Unlike Egypt, and more like Lebanon, there is no significant Gulf money deposited in Tunisian banks. Saudi Arabia’s recent curtailing of regional aid leaves little choice but going to the IMF. It is also a precondition to EU financial help. US Assistant Secretary of State for the Middle East Barbara Leaf said in London on March 30 that “if the government decides not to pursue an IMF arrangement, we’re keen to know what their alternative plans are.” She also emphasized US commitment for a “democratic and accountable government that preserves the space for free debate and dissent.”

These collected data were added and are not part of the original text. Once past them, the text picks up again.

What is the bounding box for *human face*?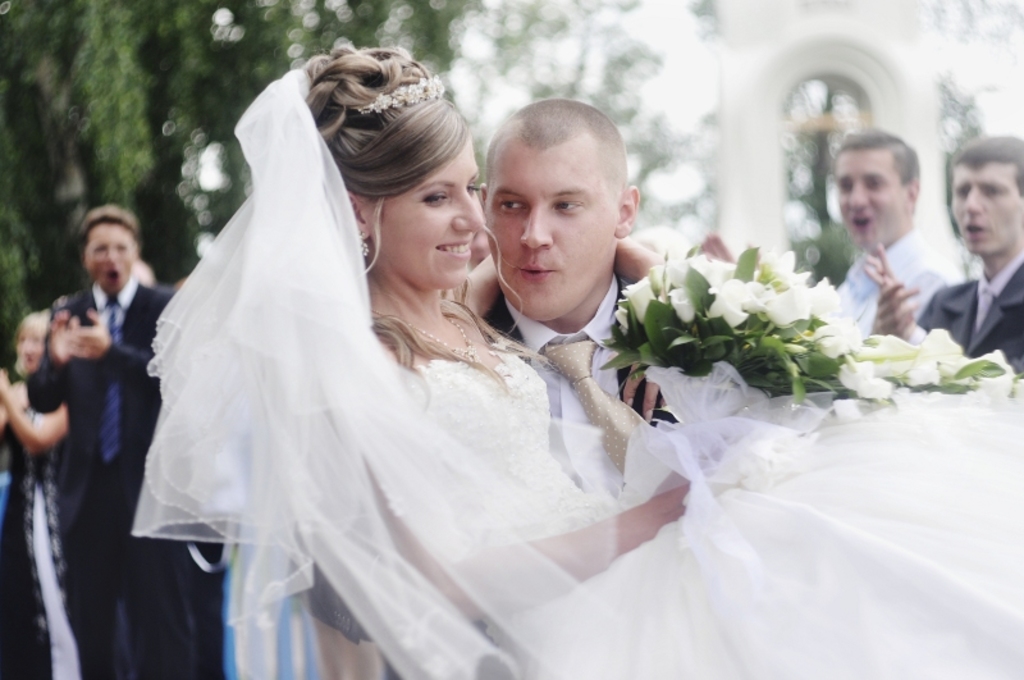
84 222 136 295.
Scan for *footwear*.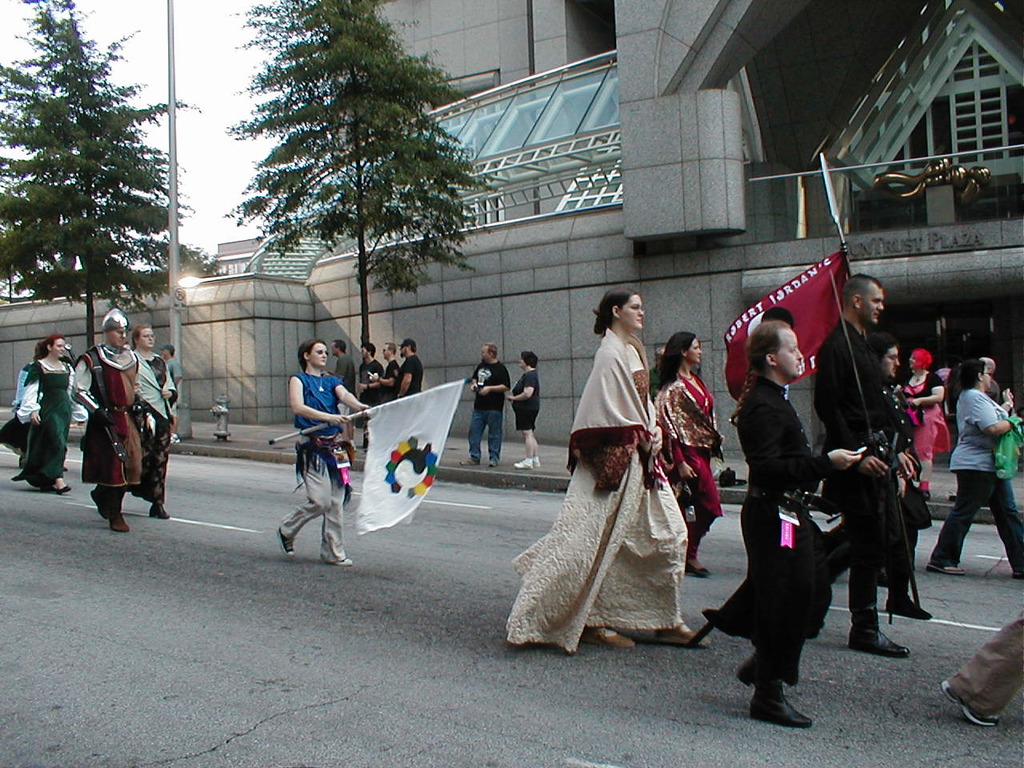
Scan result: (943,683,999,729).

Recent droughts mean Tunisia needs massive imports of foodstuffs to feed its 13 million people. But IMF aid will require privatizing a number of public services, laying off employees and limiting subsidies, which would lead to price hikes. And Saied cannot risk alienating the only remaining powerful independent Tunisian body — the UGTT workers union, headed by charismatic leader Noureddine Taboubi. That catch-22 may be why the president disappeared from public sight for nearly two weeks, although the cause was allegedly “a minor heart attack,” according to well-informed Italian news agency Nova.   

While the president’s harsh words on African immigrants made the news in March, increasing numbers of those migrants, facing renewed scapegoating and local economic depression, are risking their lives on voyages towards Italy in unseaworthy boats that frequently sink. The morgue in the coastal city of Sfax, a major port for illegal departures, reported in the last week in March that it was holding twice its normal capacity of bodies.

Tunisia, formerly more hospitable to African migrants, is increasingly treating them as badly as neighboring Libya or Algeria. Both countries traditionally provided indirect aid to Tunisia, thanks to the remittances of expatriate workers, but now they are themselves in domestic political havoc. Libya is still torn between Benghazi and Tripoli, with little if any progress in sight toward reunification. And the Ukraine war has jeopardized Russia’s traditional role as Algeria’s largest provider of weapons. A major cabinet reshuffling in mid-March sidelined veteran Foreign Minister Ramtane Lamamra, and there is little support for Tunis to be expected from Algiers at the present. 

The downward spiral of Tunisia exacerbates the regional quandary of central North Africa, torn between inward and outward illegal migration flows. They even hamper the capacity of the two main hydrocarbon exporters, Algeria and Libya, to capitalize on that rent for their own development, and for the prosperity of the region as a whole — from which Tunisia had benefited in the past.